DA renews bid to control W Cape police
Mail & Guardian
|May 30, 2025
The party has bristled at billionaire Johann Rupert's remarks that the Cape Flats are the epicentre of South Africa's violent crime problem
The Democratic Alliance again called for the devolution of policing powers to the Western Cape, arguing that the centralised control of the South African Police Service (SAPS) has failed people plagued by violent crime, particularly on the Cape Flats.
This renewed push follows remarks made by billionaire businessman Johann Rupert during a meeting between a South African delegation led by President Cyril Ramaphosa and United States President Donald Trump in the Oval Office last week.

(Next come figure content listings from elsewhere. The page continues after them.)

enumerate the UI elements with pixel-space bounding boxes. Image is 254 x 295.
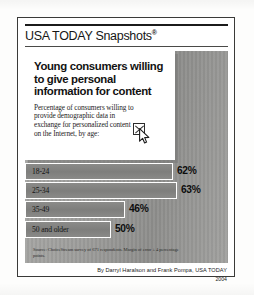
masthead-title: USA TODAY Snapshots® (25, 29, 228, 43)
bar-category-label: 35-49 (26, 205, 49, 214)
infographic-frame: USA TODAY Snapshots® Young consumers wil… (17, 17, 235, 277)
bar-35-49: 35-49 (25, 201, 125, 218)
bar-25-34: 25-34 (25, 182, 177, 199)
bar-value-label: 62% (177, 165, 197, 176)
bar-50-and-older: 50 and older (25, 221, 111, 238)
page-title: Young consumers willing to give personal… (34, 60, 167, 98)
bar-chart: 18-24 62% 25-34 63% 35-49 46% (25, 163, 228, 240)
masthead-title-text: USA TODAY Snapshots (25, 30, 152, 44)
chart-subtitle: Percentage of consumers willing to provi… (34, 104, 138, 138)
masthead-top-rule (25, 24, 228, 26)
masthead-bottom-rule (25, 46, 228, 47)
bar-row: 18-24 62% (25, 163, 228, 180)
snapshot-page: USA TODAY Snapshots® Young consumers wil… (0, 0, 254, 295)
byline-credit: By Darryl Haralson and Frank Pompa, USA … (24, 267, 227, 273)
bar-category-label: 18-24 (26, 167, 49, 176)
registered-trademark-icon: ® (152, 29, 157, 36)
bar-category-label: 25-34 (26, 186, 49, 195)
byline-year: 2004 (24, 276, 227, 282)
bar-row: 50 and older 50% (25, 221, 228, 238)
bar-value-label: 63% (181, 184, 201, 195)
bar-row: 35-49 46% (25, 201, 228, 218)
bar-18-24: 18-24 (25, 163, 173, 180)
bar-category-label: 50 and older (26, 225, 69, 234)
bar-value-label: 46% (129, 203, 149, 214)
headline-card: Young consumers willing to give personal… (25, 51, 175, 160)
byline: By Darryl Haralson and Frank Pompa, USA … (24, 267, 227, 282)
chart-panel: Young consumers willing to give personal… (25, 51, 228, 263)
masthead: USA TODAY Snapshots® (25, 24, 228, 46)
source-note: Source: ChoiceStream survey of 671 respo… (33, 247, 183, 258)
mouse-cursor-icon (139, 128, 150, 144)
bar-value-label: 50% (115, 223, 135, 234)
checkbox-cursor-graphic (133, 123, 163, 153)
bar-row: 25-34 63% (25, 182, 228, 199)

Rupert described the Cape Flats as the epicentre of South Africa's violent crime problem and endorsed the idea of provinces taking greater control over policing functions. He also advocated for the use of advanced technologies such as Starlink — a satellite internet system developed by Elon Musk's SpaceX — to boost real-time communication, surveillance and modernise crime fighting in neglected areas.

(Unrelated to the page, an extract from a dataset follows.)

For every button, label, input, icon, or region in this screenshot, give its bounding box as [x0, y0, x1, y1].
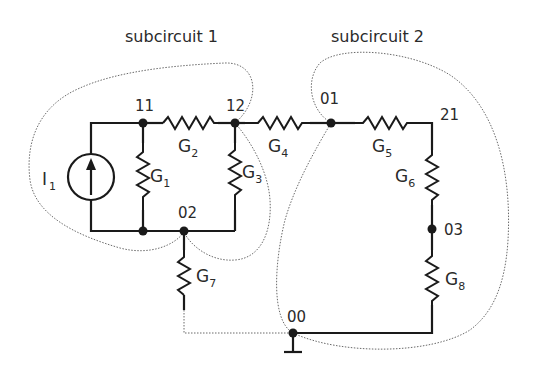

The DA, which controls the Western Cape, has bristled at Rupert's comments, which were meant to convey that crime affects all parts of South Africa, including what is arguably the best-run province in the country.
"He [Rupert] knows full well that the criminal justice system ... is in the control of the national state," said the party's spokesperson on policing, Ian Cameron, who also chairs parliament's portfolio committee on police.
Cameron called Rupert's comments "misleading" and said it was "completely false" that the DA controlled the police in the Western Cape, calling for policing powers to be devolved to the province.
Barely two days after the Oval Office meeting, in which Trump accused South Africa of perpetrating a "white genocide", Police Minister Senzo Mchunu released the country's latest crime statistics, which showed that nearly 90% of the country's gang murders occur in the Western Cape.